According to the Encyclopaedia Britannica, Constantine, who was the first Roman emperor to profess Christianity, attributed his success to his conversion and God’s support.

According to the Christian apologist Lactantius, Constantine fought the Battle of the Milvian Bridge on October 27, 312, in the name of the Christian God, having received instructions in a dream to paint the monogram of Christ on his troops’ shields. That monogram is known as the chi-rho, a combination of the first two letters of the Greek name Christos.

The encyclopedia says that a somewhat different account, which Constantine gave late in life to the bishop Eusebius, speaks of a vision seen by Constantine during the campaign against Maxentius. In several writings, Eusebius details how the Christian sign appeared in the sky with the words, “In this sign, conquer.” 

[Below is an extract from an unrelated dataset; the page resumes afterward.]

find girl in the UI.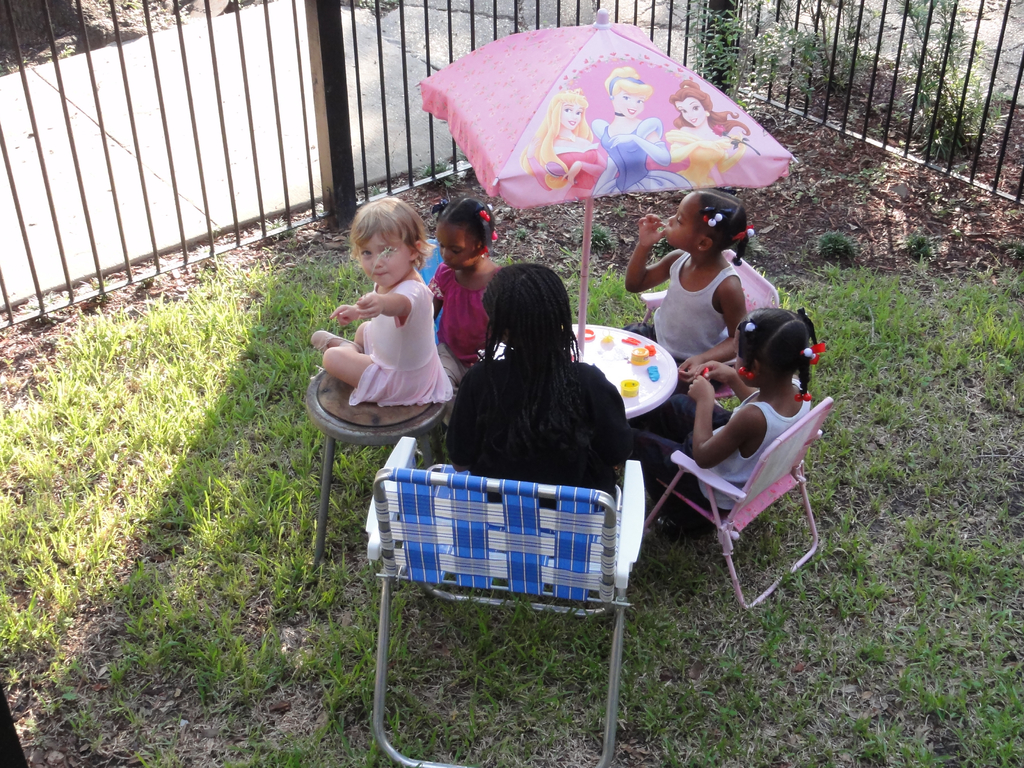
UI element at Rect(446, 266, 631, 519).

But J.R. Palanque et al, in The Church in the Christian Roman Empire, point out some problems with Eusebius. In one place, the bishop refers to rival emperor Licinius as a Christian — he never was one. The military standard, which is minutely described, “could not have been made in the course of the lightning campaign of 312.” 

The Britannica says that “a religious experience on the march from Gaul is suggested also by a pagan orator, who in a speech of 310 referred to a vision of Apollo received by Constantine at a shrine in Gaul.” 

Steve Weidenkopf, author of Timeless: A History of the Catholic Church, notes that Constantine was not a Christian prior to the Battle of Milvian Bridge, but was aware of Christianity and probably had Christians in his army.

Constantine’s father, Constantius, one of the four emperors of the Tetrarchy, “had not vigorously enforced Diocletian’s persecution edicts in the west, so Constantine was, at the least, not ill disposed to the Church,” Weidenkopf writes.

Some believe that the vision was actually a natural phenomenon. According to the website Imperium Romanum, British historian A.H.M. Jones and others contest that the “vision” was a “halo” — the Greek word halos means solar disk — which occurs due to the refraction of light in a cloud containing ice crystals. 

Robert Louis Wilken in The First Thousand Years describes the phenomenon as the sun being “surrounded by a circle of light that has two lesser suns on a horizontal axis to the right and left. When all three are visible the points of light extending out from the center form an image that resembles a cross in a circle.” 

Weidenkopf notes that it is believed that the pre-Christian Constantine had a strong devotion to only one pagan god, Sol, “making him already semi-monotheistic in his religious views.”

“Ultimately, probably under the influence of Christian advisers,” Imperium Romanum concluded, “he decided that the sign came not from Sol Invictus, but from Christ.”

Not from the sun, in other words, but from the Son.